Since coming up from New York’s avant downtown scene in the 1970s, guitarist Marc Ribot has played a wildly iconoclastic mix of free jazz, post-punk rock, Afro-Cuban dance music, and Americana roots. Over the course of 25 albums these kinds of sounds have not won wide commercial appeal, but Ribot’s unusual and hard-edged guitar work has made him a favored session player on albums by Tom Waits, Elvis Costello, Robert Plant, Diane Krall, Laurie Anderson and Rosanne Cash.
On the recently released Songs of Resistance 1942-2018, however, Ribot steps forward to forge a broad multicultural musical heritage into fiery and poignant backdrops for accessible in-the-moment protests crossing boundaries of history, race, class, and gender in the era of Trump. As an unapologetic musician-activist, Ribot aims to feed the fire of popular front opposition by reimagining and reconnecting protest songs past and present. Accomplices in this ambitious project include a talented array of writer-performers including Steve Earle, Fay Victor, Tom Waits, Tift Merritt, Syd Straw, Meshell Ndegeocello, Ohene Cornellius, Sam Amidon, and Justin Vivian Bond. But the power and vision of this inspirational challenge to rise up stand up derives from Ribot’s historical research, writing, and arranging.
Appropriately the album’s opener, “We Are Soldiers In The Army,” defines the task at hand as Fay Victor calls out rebels to “hold up our blood stained banner, hold it up until we die,” against a slow rising gust of dissonant saxophone screams. Tom Wait’s follows rendering the Italian anti-fascist tune “Bella Ciao (Goodbye Beautiful),” as a mournful farewell to freedom. From here things turn more topical as Steve Earle and Tift Merritt cover Ribot’s “Srinivas,” an account of the murder of Srinivas Kuchibhotia, a Sikh immigrant misidentified as a Muslim and killed in a Kansas barroom by a white man protecting the purity of “his” nation. As this country flavored ballad moves toward its end the acoustic arrangement swells into rock orchestra noise as the grim reality of the New Jim Crow is underscored with shoutouts to a host of other victims including Eric Garner, Heather Heir, Freddy Gray, and Michael Brown. This sort of surprising blend of history and musical cultures proves to be a powerful rallying strategy throughout Ribot’s tunes of protest.
On “Rato de Dos Patas,” Mexican mariachi mixes up with hip hop to defy and insult the immigration policies of Trump—the rat on two legs. “The Big Fool,” Ribot’s hard driving outcry against ecological doom slices in lyrics from Pete Seeger’s “Waste Deep In The Big Muddy,” poetry from W.B. Yeats and Allen Ginsberg, and a few science facts from the “The Stern Review on the Economics of Climate Change.” Elsewhere on “John Brown” revisionist history gets fused to funk and free jazz, Rosa Parks and Emma Goldman teach us “How To Walk In Freedom,” and Meshell Ndegeocello transforms the anti-fascist protest “Fishchia II Vento” into “The Militant Ecologist,” a prayerful ballad for the earth’s survival. For the finale, Ribot again draws from the deep well of Civil Rights protests for Bertha Gober’s “We’ll Never Turn Back,” here delivered with quiet dignity and resolution by Justin Vivian Bond: “We been ‘buked and we been scorned / but we’re never turning back/we’re never turning back / until we all been freed.”
Inspiration from the past still breathing in the present on one of the most essential and stirring albums of the year.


● **Exercise objective**: An exact copy of every entry is needed, with no images.

#### Material for this exercise ####

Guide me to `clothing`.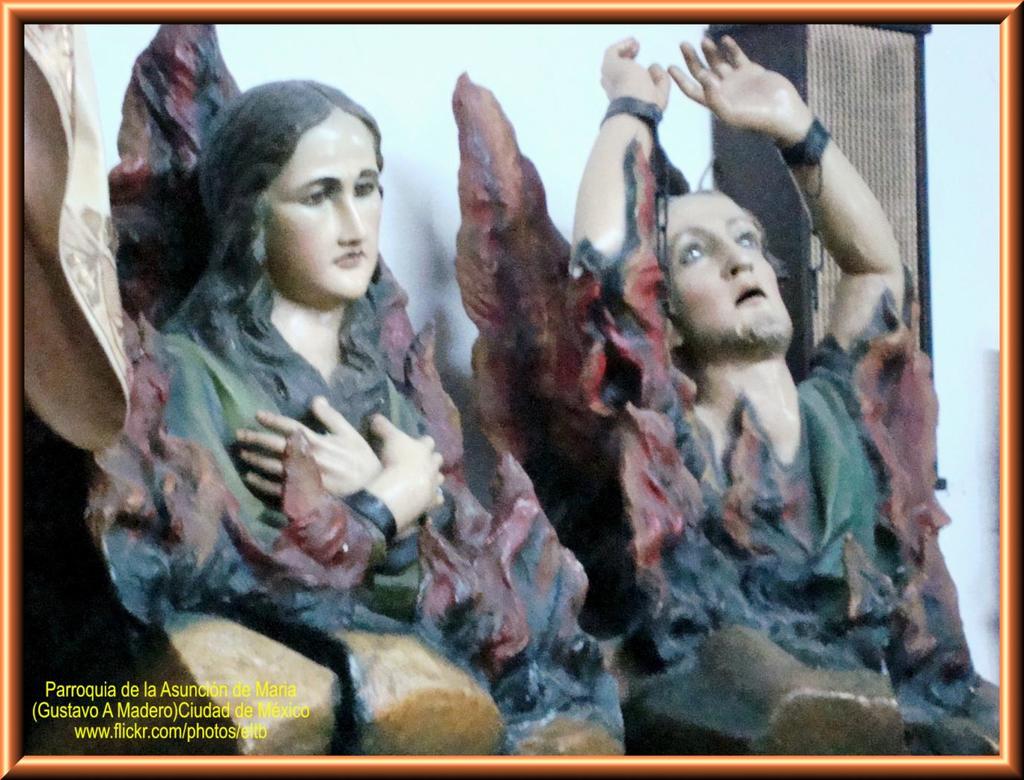
Guidance: [x1=465, y1=67, x2=1001, y2=753].
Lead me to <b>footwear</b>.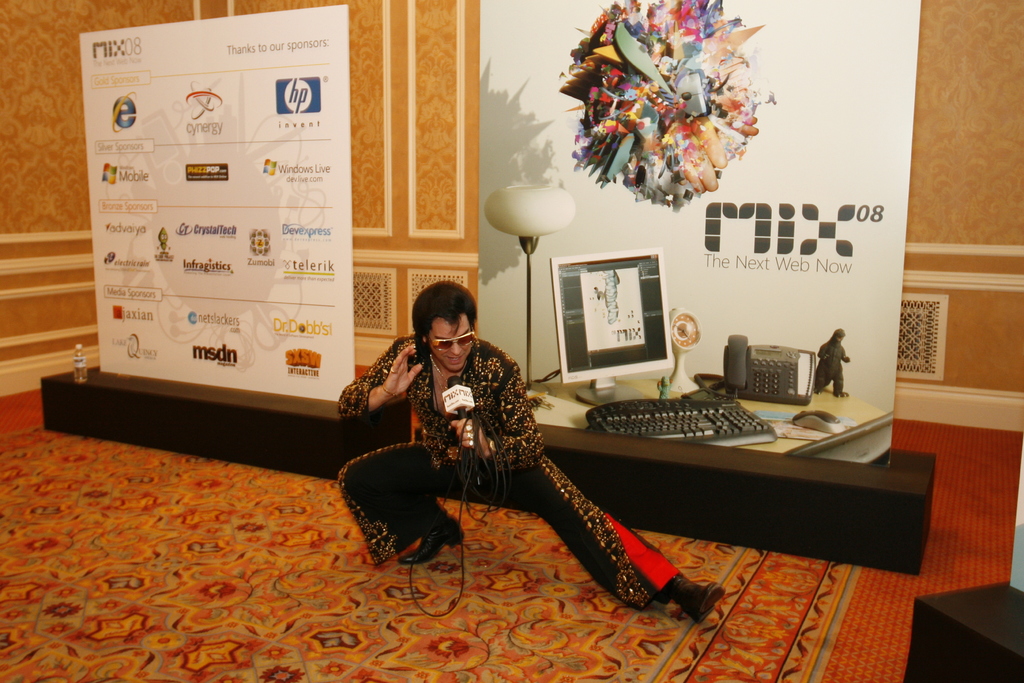
Lead to [left=396, top=511, right=467, bottom=567].
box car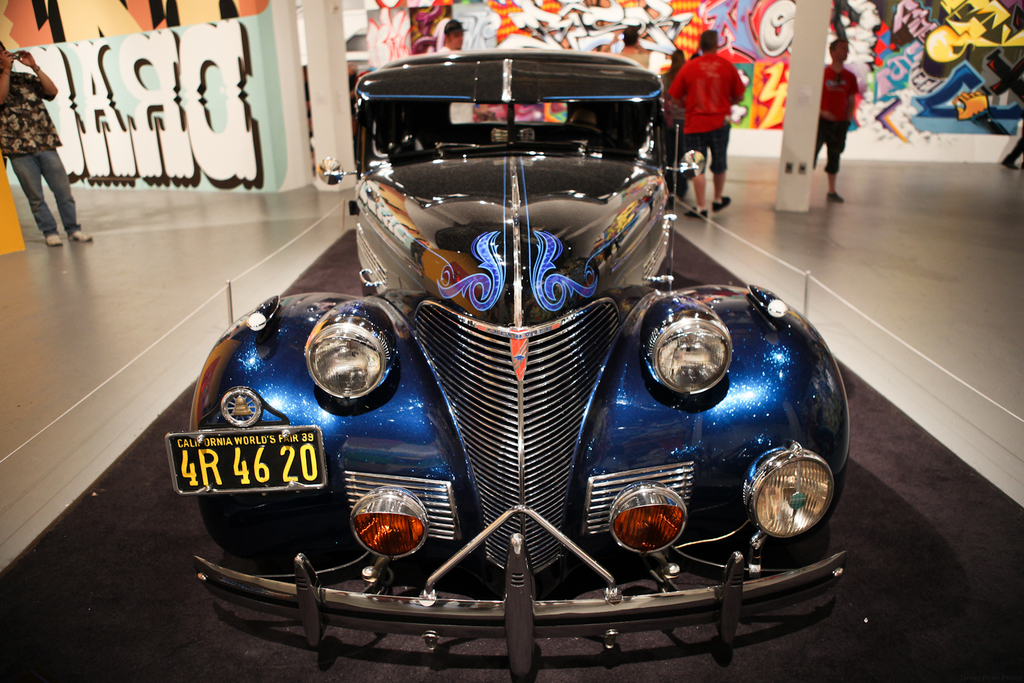
159/42/846/682
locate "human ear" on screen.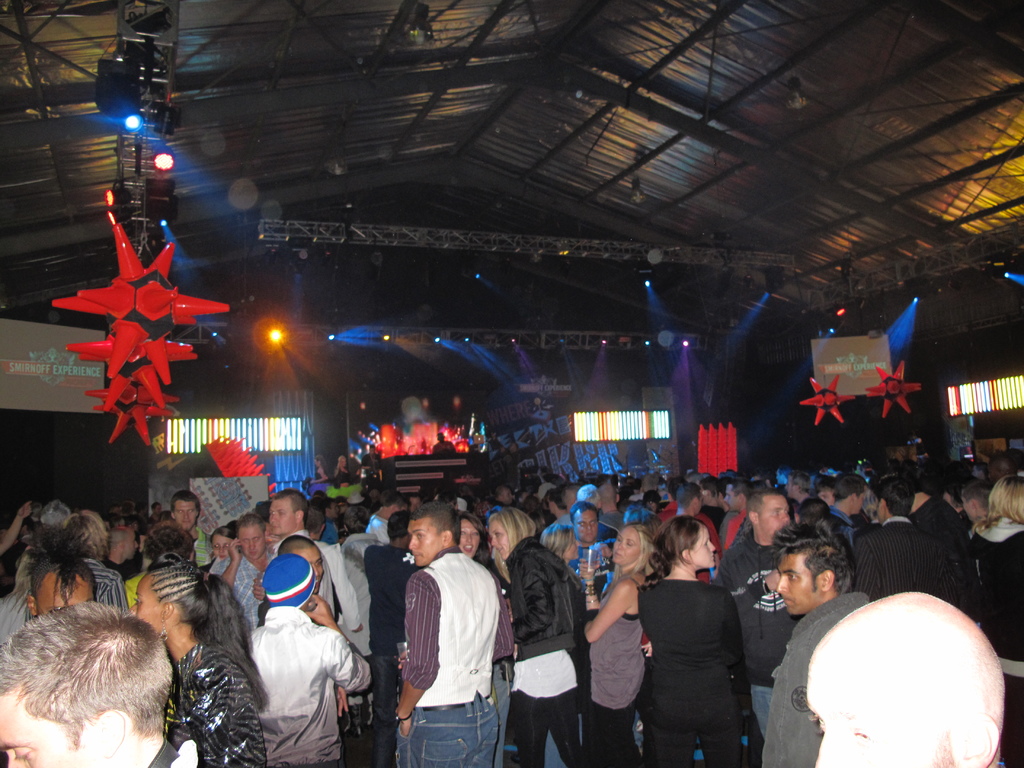
On screen at <box>440,529,454,550</box>.
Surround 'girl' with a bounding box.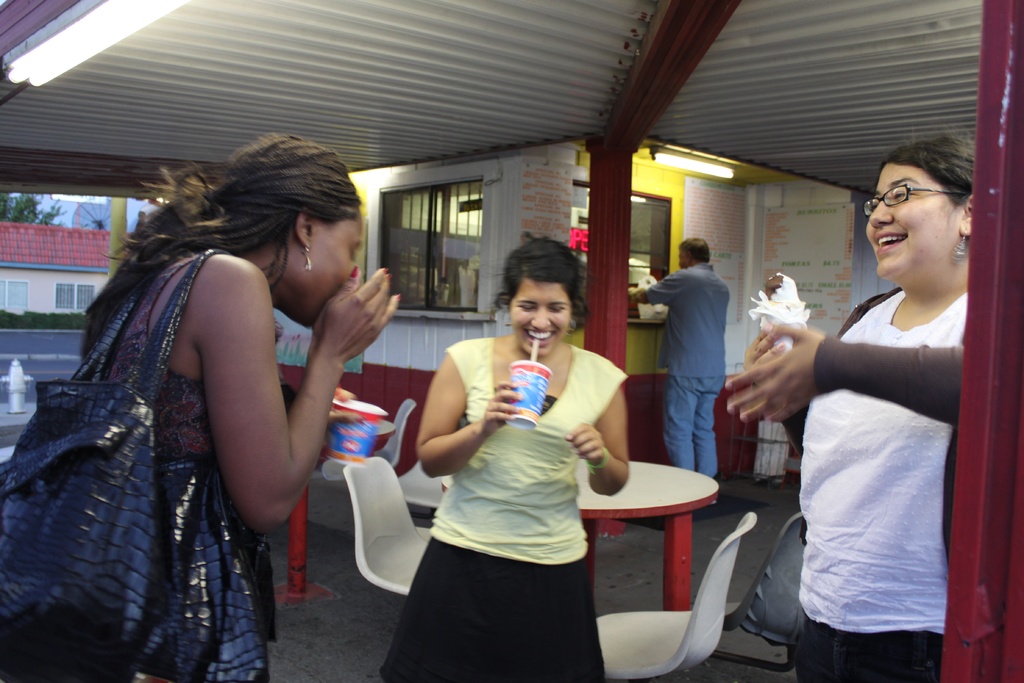
[left=382, top=238, right=628, bottom=680].
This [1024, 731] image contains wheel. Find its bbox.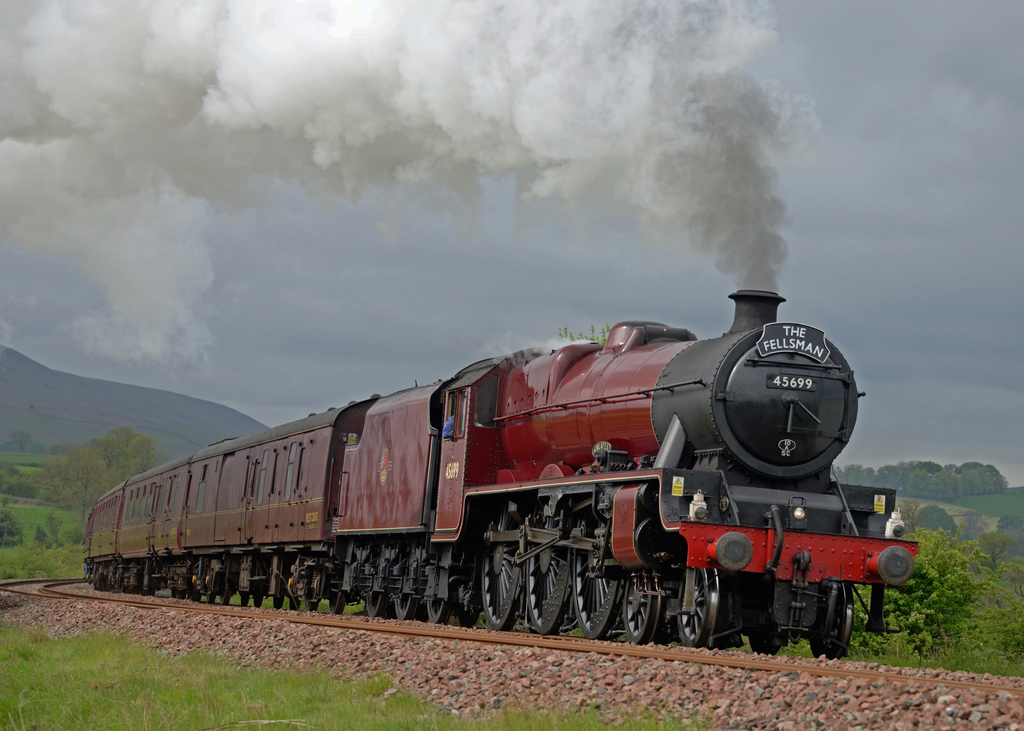
[362, 590, 383, 617].
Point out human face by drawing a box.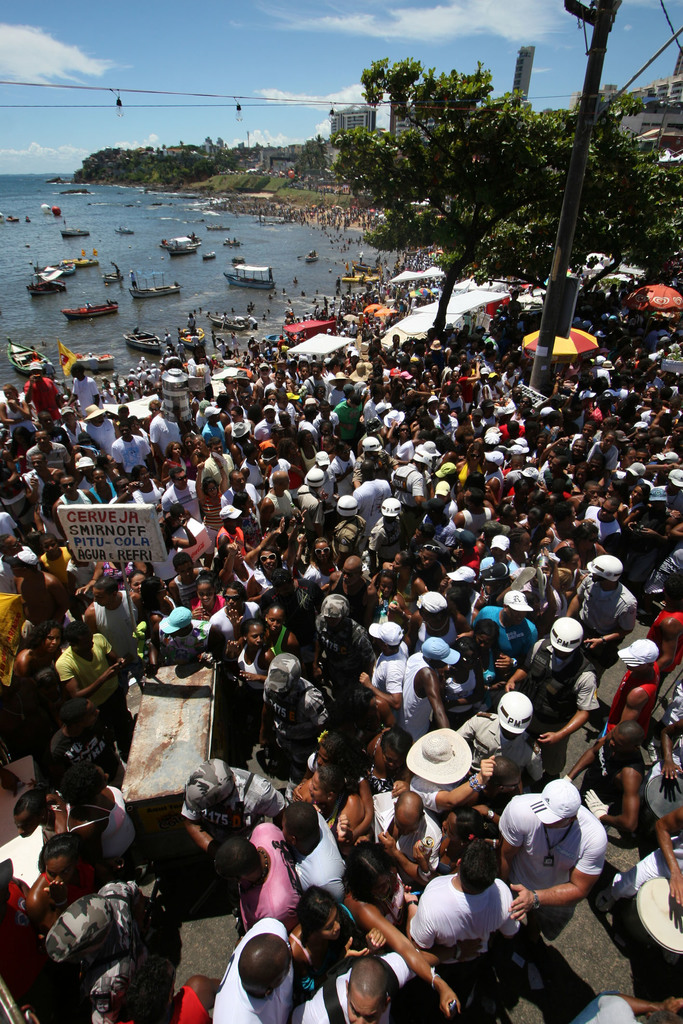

####

● **Solution**:
Guide me to `clothing`.
Guidance: [x1=465, y1=67, x2=1001, y2=753].
Lead me to <b>footwear</b>.
Lead to [left=396, top=511, right=467, bottom=567].
box car
159/42/846/682
locate "human ear" on screen.
On screen at <box>440,529,454,550</box>.
Surround 'girl' with a bounding box.
[left=382, top=238, right=628, bottom=680].
This [1024, 731] image contains wheel. Find its bbox.
[362, 590, 383, 617].
Point out human face by drawing a box.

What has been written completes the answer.